Fó shuō hùjìng jīng 佛說護淨經
The Buddha’s Sūtra on Guarding Purity translator unknown (失譯, 譯)
About the work
T748 in one fascicle is an anonymous Chinese sūtra on the Buddhist discipline of hùjìng “guarding purity” — the maintenance of ritual and moral purity by monks and laypersons. The translator-attribution is lost; the catalogue dating is to the broad Han-Six Dynasties period.
Abstract
The text exposits the doctrine and practice of hùjìng — the careful preservation of ritual and moral purity. The exposition addresses the dangers of pollution: contact with unclean food, sexual transgression, contact with corpses, intercourse with the unrighteous. The Buddha’s instruction emphasizes both vinaya-ritual purity (the rules of prātimokṣa) and inner moral purity (the cultivation of right mindfulness and intention). The text closes with a list of the karmic benefits of maintained purity — long life, beautiful form, social respect, easy access to samādhi.

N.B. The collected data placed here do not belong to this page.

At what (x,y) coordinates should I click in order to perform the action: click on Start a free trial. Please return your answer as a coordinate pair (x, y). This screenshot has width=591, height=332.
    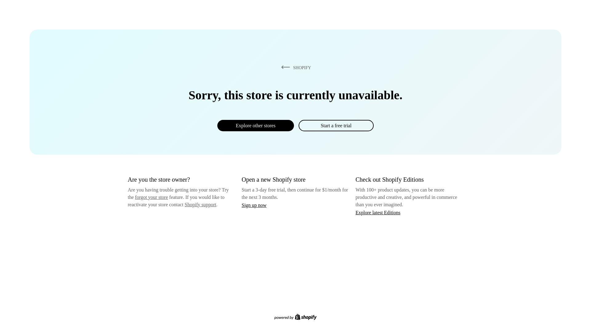
    Looking at the image, I should click on (336, 126).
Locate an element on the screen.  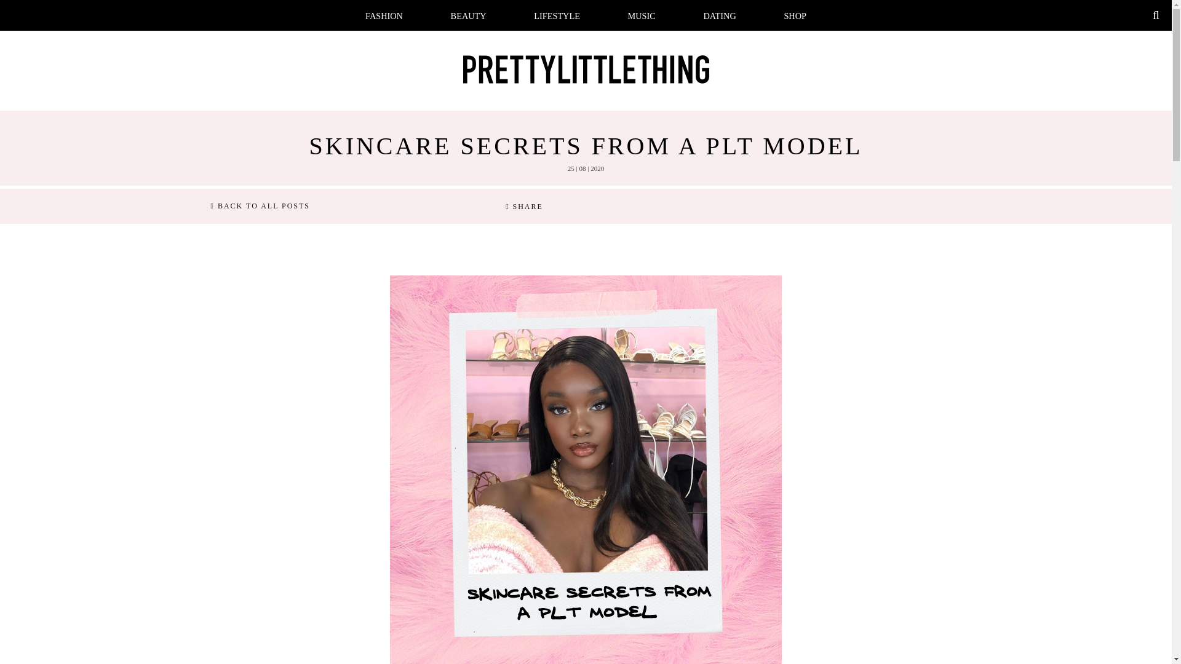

The genre — hùjìng discourse — connects to broader Indian Buddhist concerns with śaucā (purity) shared with the Brahmanical tradition but reinterpreted in Buddhist vinaya terms. The text fits within the broader cluster of brief moral-doctrine sūtras characteristic of Six Dynasties Chinese Buddhism, providing scriptural support for the disciplined monastic and lay practices that the period was actively defining.
Translations and research
- Heirman, Ann. Rules for Nuns according to the Dharmaguptakavinaya. Delhi: Motilal Banarsidass, 2002. (Background on the vinaya purity-rules.)
- Holt, John C. Discipline: The Canonical Buddhism of the Vinayapiṭaka. Delhi: Motilal Banarsidass, 1981.